Frankfurt.
Industry supervisors and experts consider the German banks despite streaky results in European stress test in a severe economic crisis for resistant enough. “The stress test shows that the German banks are equipped to withstand these severe shocks,” said Bundesbank President Jens Weidmann. However landed the two largest German banks, German Bank and Commerzbank, among the 51 tested thoroughly European money houses among the last ten. More capital they needed but not why, explained the Bundesanstalt für Finanzdienstleistungsaufsicht (BaFin), the banking supervision with the Bundesbank and the European Central Bank (ECB) is divided. “From the stress test result does not automatically result a capital requirement,” said a BaFin spokesman. Because the probability of extreme scenarios like these actually one boards, was low. Rather, the stress test is to provide additional information for the supervisors, when determining the individual capital requirements for banks.
“Not completely healthy”
The EU banking authority EBA who had organized the stress test, drew a cautious conclusion: the financial institutions have strengthened their capital buffers in recent years, but had not yet been completely healthy, said EBA Chairman Andrea Enria. “There is still a lot of work to do.” The ECB, which oversees two-thirds of the participants, was satisfied. “The banking sector is now more resilient and can better absorb economic shocks than two years ago,” said the top ECB bank supervisor Danièle Nouy. The banking associations pointed out that the banks had their risk buffers already substantially increased. “The hard core capital ratio fell naturally in response to stress, however, they remained reliable at all participating banks.”

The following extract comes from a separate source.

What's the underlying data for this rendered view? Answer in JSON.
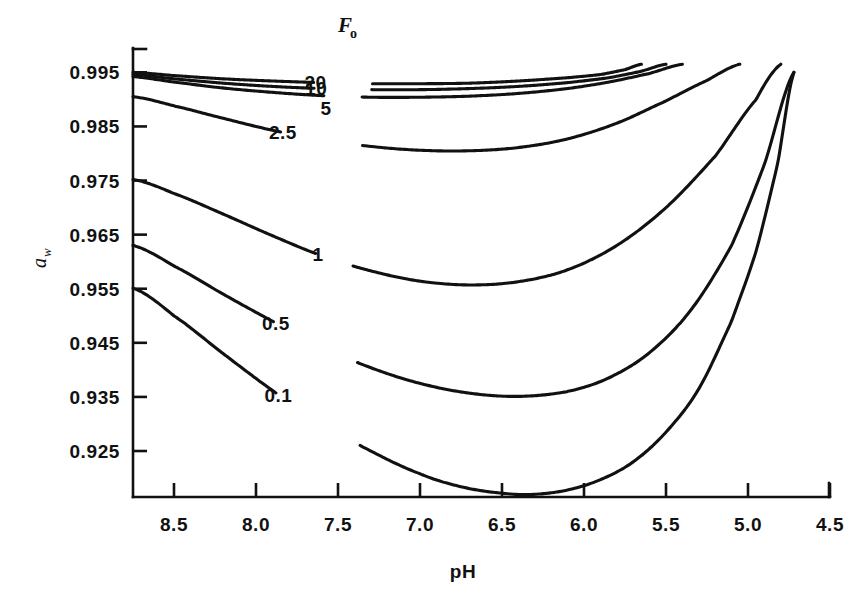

According to the stringent – under the heading Basel known III – capital rules banks are only fully functional when they can have more than seven percent common equity in the balance. Who slips below this level, may as well not pay a dividend and not pay bonuses. Banks that spend less than 4.5 percent of common equity, are closed.
Among German banks, Commerzbank was the worst performer. Their hard core capital ratio in the stress scenario with 7.4 percent, well below the European average of 9.2 percent. So she came in 44th place, two places behind Deutsche Bank, with 7.8 percent of hard core capital ratio. The German bank holds the legal legacy of the main reason for their poor performance in the stress test. Legal cases the Bank have cost more than twelve billion euros since 2012 Design. “By this we are still suffering from, who currently 5.5 billion euros set aside for it,” said Chief Risk Officer Stuart Lewis. DekaBank came the stress scenario on a hard core capital ratio of 9.53 percent reached and was therefore at least slightly higher than the test mean. BayernLB (8.3) and NordLB (8.6) landed in the back field. The development bank NRW.Bank – a rarity in the circle of the tested homes – was 35.4 percent undisputed leader
The Bundesbank sees among German banks need for further reform.. “Even though the banks are stable, they must also earn like any other business, adequate money. And here is the weak point at present, “said Bundesbank board member Andreas Dombret. The low interest rates, digitization, stricter regulation and tougher competition provided the Institute with challenges. “Banks must urgently think about how they align their business models on it,” Dombret said.
“KPMG partner Daniel Quinten sees German banks as a victim of the stress test method. They meet universal banks and institutions with a high interest portion harder than banks with a very focused business model. Commerzbank building in refinancing mainly on customer deposits, which are particularly expensive in a crisis would after the stress scenario. “But a strong capital loss in the stress test need not be synonymous with a weaker banking system,” Quinten said. There would also have different rules for the introduction of the new “Basel III” -Kapitalvorschriften. BayernLB about was punished in the stress test for their silent contributions which it has in the meantime partly repaid. “If you remove this effect, the big German banks are not worse than others,” said Quinten.
The worst
For the biggest problem child was at the last minute found a solution. The third largest Italian bank, Banca Monte dei Paschi di Siena, submitted a rescue plan that they not only want to give off all loans with no prospect of repayment to a bank rescue fund, but another five billion euros to get fresh capital. The stress test revealed that a crisis would erase completely the capital of the oldest bank in the world because of the billions of load on bad loans. The Institute was in 2014 landed in last place. The Allied Irish Banks scored surprisingly the biggest losers with a capital ratio of 4.3 percent in the stress scenario. Last third was the Austrian Raiffeisen Zentralbank (RZB) (6.1 percent).